I could say much more about this, I’m sure; I have some empathy around the fact that many people are scared to explore their purpose, because discovering your calling demands responding to that call, and what someone may be called to do might be far, far beyond the scope of their sense of themselves. And I’d want to add two more questions to Chris’ list. What am I afraid of? What do I love?

Thanks again for your comments and response.

I think, “Perhaps it’s because the people who come to me come this way to everyone …” is probably your closest answer to why people seek your advice. I think that you are one of the few who recognize this is why you have found a way to provide insight.

Most people don’t notice themselves and others looking into life for more meaning. One of the reasons I like Henry David Thoreau is that he calls this out of nearly everything. His insight is rare enough that this quote is easily recognized, “The mass of men lead lives of quiet desperation.”

Am I meant for something bigger? I’ve always imagined I was. Maybe you’re right though – start small. Thing is, I’ve been doing that for a long time.

I’ve wondered if doing that which only I can do means in part doing that which I am invited to do. That these things might be best if not forced or strived towards. Not sure about that. What do you think?

What does “what am I afraid of” reveal?

You guys are talking about presence. It’s a lovely thing, completely unteachable (as I am finding out) but absolutely essential. Of course it can be cultivated and it’s a practice.
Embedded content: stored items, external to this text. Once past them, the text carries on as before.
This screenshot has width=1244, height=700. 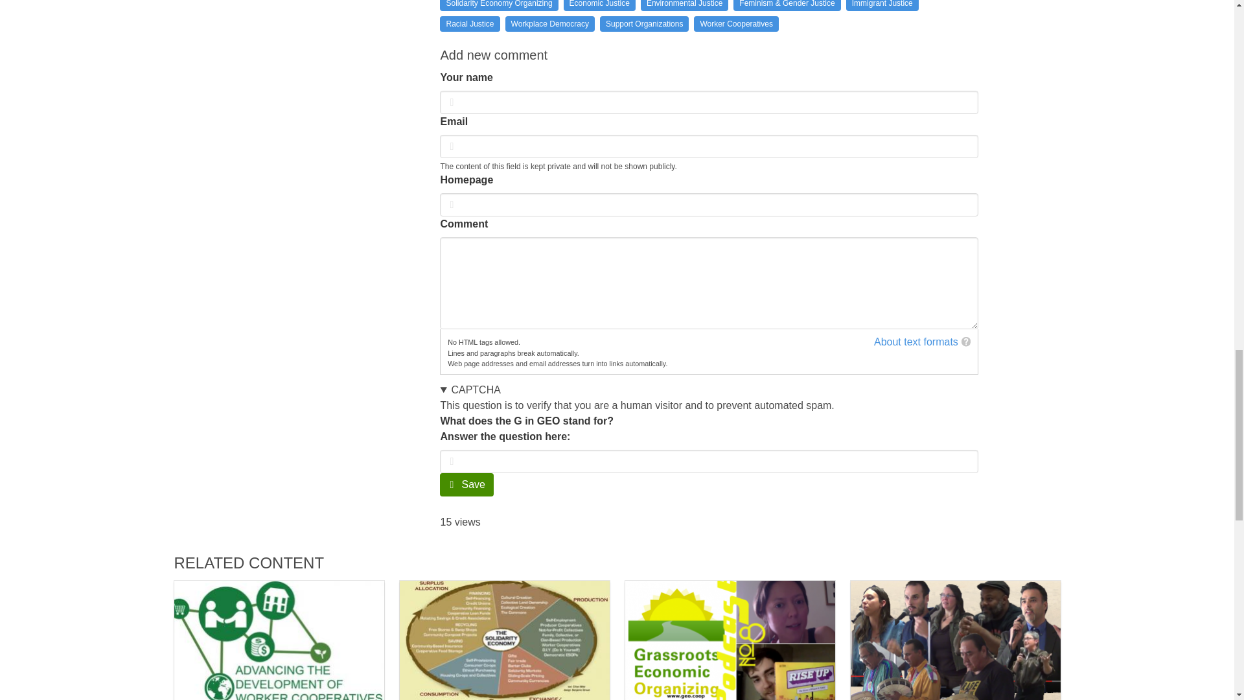 What do you see at coordinates (499, 5) in the screenshot?
I see `Solidarity Economy Organizing` at bounding box center [499, 5].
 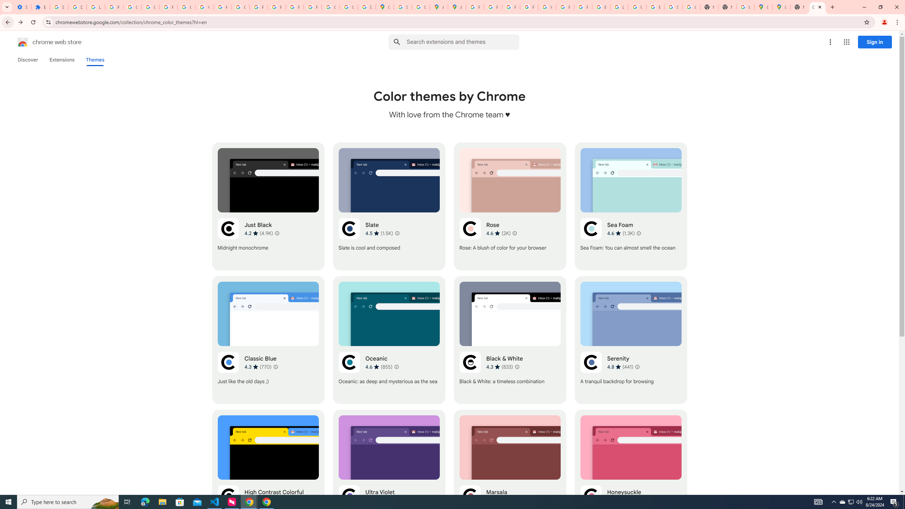 I want to click on Delete photos & videos - Computer - Google Photos Help, so click(x=77, y=7).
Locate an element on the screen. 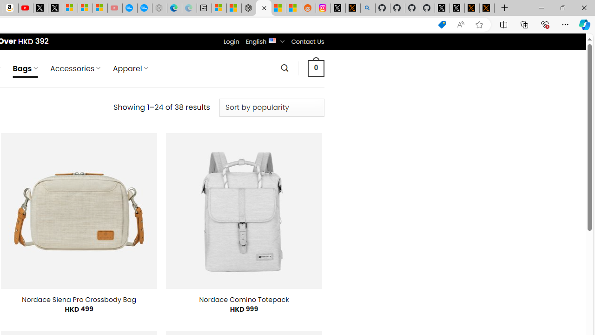 Image resolution: width=595 pixels, height=335 pixels. Profile / X is located at coordinates (442, 8).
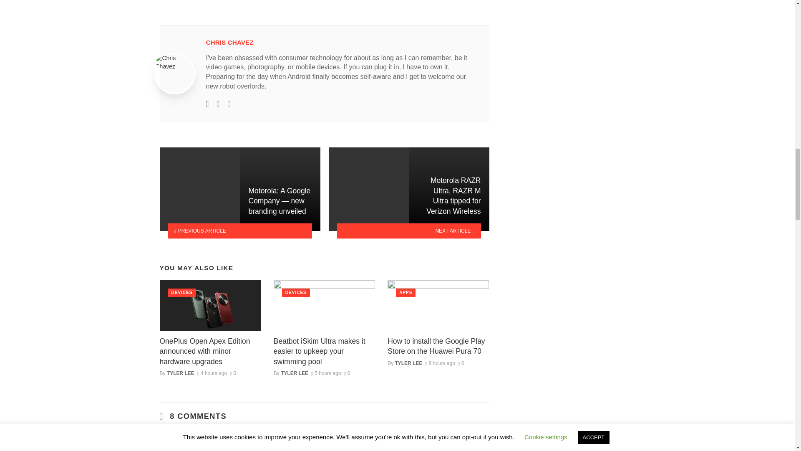  What do you see at coordinates (233, 373) in the screenshot?
I see `0 Comments` at bounding box center [233, 373].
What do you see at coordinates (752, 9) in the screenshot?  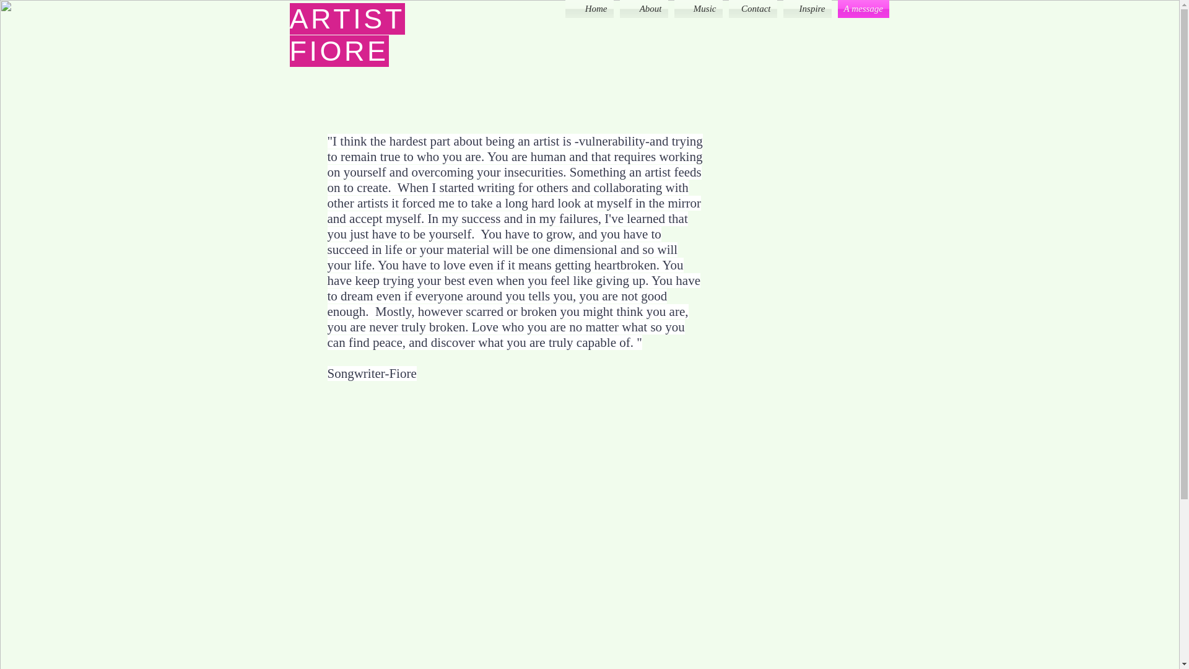 I see `Contact` at bounding box center [752, 9].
Ain’t it all.

Jeremy; quite the crowd you have assembled here.

My view is that once we are all called to something bigger…though some hear the call stronger than others.

I think if you research the so-called great lives, you will find that they started with doing small mundane things well, then moved up the food chain.

One thing I remember about Thoreau, he wrote about utopian societies, but his wife would have nothing to do with it…so he didnt act on the idea…which was probably a good thing.

Peace and love to all wisdom seekers!